A Blog by Jonathan Low

 

Jul 12, 2012

IMF Finds a Large Financial Sector Can Impede Economic Growth

You can be excused for thinking greed, ethical lapses, bonuses, cheating customers.

Given everything that has happened over the past five years, no one would blame anyone else for thinking that.

But this is fundamentally about misallocation of resources. The problem is that an overly large financial sector sucks up resources better spent on more productive investments. This distortion is created by the power that any large mass of power and momentum creates both through its economic and political heft. And, as the current situation in the US and Europe demonstrates, when the threat that this imbalance may be challenged arises, those benefiting from it issue baleful warnings about the impending doom sure to follow if their advantage is curtailed.

The research from the IMF ignores the self-serving appeals to emotion and focuses on how too much emphasis on the financial sector can result in resources that might more productively be allocated to investment in new technologies, products or services be erroneously applied to pursuit of financial activity for its own sake. The problem with this is that it creates a mass that almost inevitably becomes unstable. Think, too much of a good thing...And it may exacerbate some of the negative characteristics which western society has come to associate with behavior in that sector because like any other species or force that goes unchallenged for too long, it becomes less efficient when competition diminishes.

The bitter fight against increased financial regulation is probably a doomed rear-guard action. Not so much because the forces of reason and progress will prevail, but because the markets themselves will not tolerate the diminished returns associated with inefficient enterprises so will find others venues for investment. JL

Pat Garofolo reports in Think Progress:
Over the last several decades, the financial sector has made up a larger and larger percentage of the U.S. economy, eventually accounting for 40 percent of corporate profits before the financial crisis of 2008. By the end of 2011, even as Americans on Main Street were still grappling with the effects of the Great Recession, finance made up a larger percentage of the economy than it did before the crash.

The financial sector is supposed to promote growth by allocating capital to useful parts of the economy, but is that what it’s really doing?
In a new working paper for the International Monetary Fund, Ugo Panizza, an economist with the United Nations Conference on Trade and Development, and two other economists found that a smaller financial sector can actually be good for economic growth:

In a new Working Paper titled “Too Much Finance?” and published by the International Monetary Fund, Jean Louis Arcand, Enrico Berkes, and I use various econometric techniques to test whether it is true that limiting the size of the financial sector has a negative effect on economic growth. We reproduce one standard result: at intermediate levels of financial depth, there is a positive relationship between the size of the financial system and economic growth. However, we also show that, at high levels of financial depth, a larger financial sector is associated with less growth. Our findings show that there can be “too much” finance. While Greenspan argued that less credit may hurt our future standard of living, our results indicate that, in countries with very large financial sectors, regulatory policies that reduce the size of the financial sector may have a positive effect on economic growth.

The authors add that “our analysis suggests that there are several countries for which smaller financial sectors would actually be desirable,” as a financial sector that is too large increases the odds of a crisis and increases the misallocation of capital to less useful sectors of the economy. But of course, any efforts to shrink some of the financial behemoths in the U.S. — or to separate out risky trading from more traditional lending — are met with howls from conservatives.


Work task: Go through the records and report each line holding the string "Socially".

Provided information:

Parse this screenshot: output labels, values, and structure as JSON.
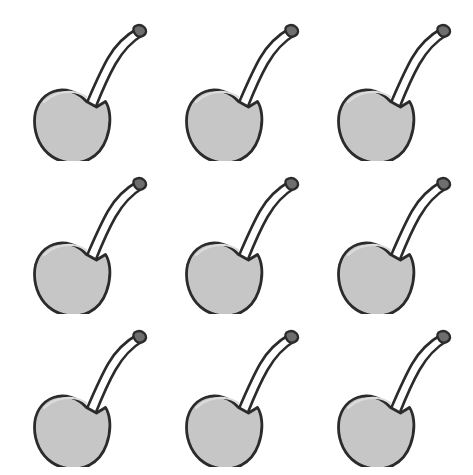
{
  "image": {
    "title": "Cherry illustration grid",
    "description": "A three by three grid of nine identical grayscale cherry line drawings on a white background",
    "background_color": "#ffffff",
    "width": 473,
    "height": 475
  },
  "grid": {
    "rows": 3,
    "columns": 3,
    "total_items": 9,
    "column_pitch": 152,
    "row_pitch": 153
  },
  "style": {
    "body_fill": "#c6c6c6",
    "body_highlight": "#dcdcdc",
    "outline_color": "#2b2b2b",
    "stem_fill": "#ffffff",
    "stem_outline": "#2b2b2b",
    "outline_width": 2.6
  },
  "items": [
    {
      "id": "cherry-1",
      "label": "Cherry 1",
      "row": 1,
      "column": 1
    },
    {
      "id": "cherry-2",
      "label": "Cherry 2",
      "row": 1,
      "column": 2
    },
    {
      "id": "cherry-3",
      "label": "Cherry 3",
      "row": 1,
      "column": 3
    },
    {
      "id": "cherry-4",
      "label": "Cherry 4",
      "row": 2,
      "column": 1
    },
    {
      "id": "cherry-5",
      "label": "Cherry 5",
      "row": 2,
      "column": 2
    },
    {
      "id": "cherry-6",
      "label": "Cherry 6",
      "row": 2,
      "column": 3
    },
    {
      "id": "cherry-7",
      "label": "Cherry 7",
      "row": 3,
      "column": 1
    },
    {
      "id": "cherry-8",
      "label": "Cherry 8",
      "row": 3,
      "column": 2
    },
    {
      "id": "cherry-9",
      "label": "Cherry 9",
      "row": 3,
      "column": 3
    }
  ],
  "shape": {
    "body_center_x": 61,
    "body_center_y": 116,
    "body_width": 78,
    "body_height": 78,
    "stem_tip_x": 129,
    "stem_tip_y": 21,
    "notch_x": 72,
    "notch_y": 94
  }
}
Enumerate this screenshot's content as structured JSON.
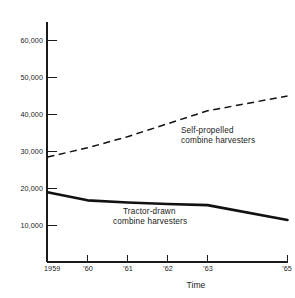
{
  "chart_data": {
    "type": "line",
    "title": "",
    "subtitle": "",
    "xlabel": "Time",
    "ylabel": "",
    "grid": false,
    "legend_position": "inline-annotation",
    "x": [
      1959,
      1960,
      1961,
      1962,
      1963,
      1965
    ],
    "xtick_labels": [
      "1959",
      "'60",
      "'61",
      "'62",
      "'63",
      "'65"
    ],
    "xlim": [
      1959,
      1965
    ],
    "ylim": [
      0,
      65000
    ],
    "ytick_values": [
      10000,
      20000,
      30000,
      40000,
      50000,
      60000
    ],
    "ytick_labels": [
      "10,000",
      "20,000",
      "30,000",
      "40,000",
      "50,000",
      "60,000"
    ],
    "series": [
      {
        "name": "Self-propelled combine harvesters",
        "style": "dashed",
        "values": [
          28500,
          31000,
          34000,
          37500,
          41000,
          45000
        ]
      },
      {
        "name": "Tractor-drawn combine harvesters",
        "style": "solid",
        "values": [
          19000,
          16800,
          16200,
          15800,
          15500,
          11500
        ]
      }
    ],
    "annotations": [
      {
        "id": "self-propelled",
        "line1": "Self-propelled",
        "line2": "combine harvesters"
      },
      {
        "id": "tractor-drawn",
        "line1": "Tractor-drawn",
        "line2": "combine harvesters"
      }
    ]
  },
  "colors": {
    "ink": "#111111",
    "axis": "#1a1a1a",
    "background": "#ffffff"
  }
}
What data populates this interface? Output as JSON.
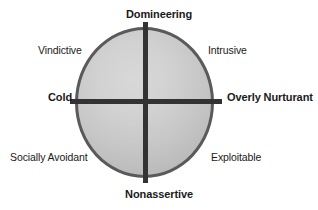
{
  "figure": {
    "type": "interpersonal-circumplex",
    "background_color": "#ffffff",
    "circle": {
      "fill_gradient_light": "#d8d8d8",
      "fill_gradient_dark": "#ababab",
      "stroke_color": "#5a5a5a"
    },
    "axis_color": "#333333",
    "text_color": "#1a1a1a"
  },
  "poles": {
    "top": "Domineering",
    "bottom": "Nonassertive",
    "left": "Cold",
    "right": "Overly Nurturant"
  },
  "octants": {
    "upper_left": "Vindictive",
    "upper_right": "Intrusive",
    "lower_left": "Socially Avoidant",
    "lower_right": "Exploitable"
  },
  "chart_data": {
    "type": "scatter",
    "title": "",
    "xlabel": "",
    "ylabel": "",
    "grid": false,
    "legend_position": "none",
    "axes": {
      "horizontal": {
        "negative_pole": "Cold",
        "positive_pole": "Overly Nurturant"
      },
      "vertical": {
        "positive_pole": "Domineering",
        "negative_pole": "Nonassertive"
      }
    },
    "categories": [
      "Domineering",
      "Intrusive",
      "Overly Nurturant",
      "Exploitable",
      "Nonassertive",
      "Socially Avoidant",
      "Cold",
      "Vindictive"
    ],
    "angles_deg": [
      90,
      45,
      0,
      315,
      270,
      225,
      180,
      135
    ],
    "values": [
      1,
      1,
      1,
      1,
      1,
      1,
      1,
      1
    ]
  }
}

Written response:
    "lower_left": "Socially Avoidant",
      "Socially Avoidant",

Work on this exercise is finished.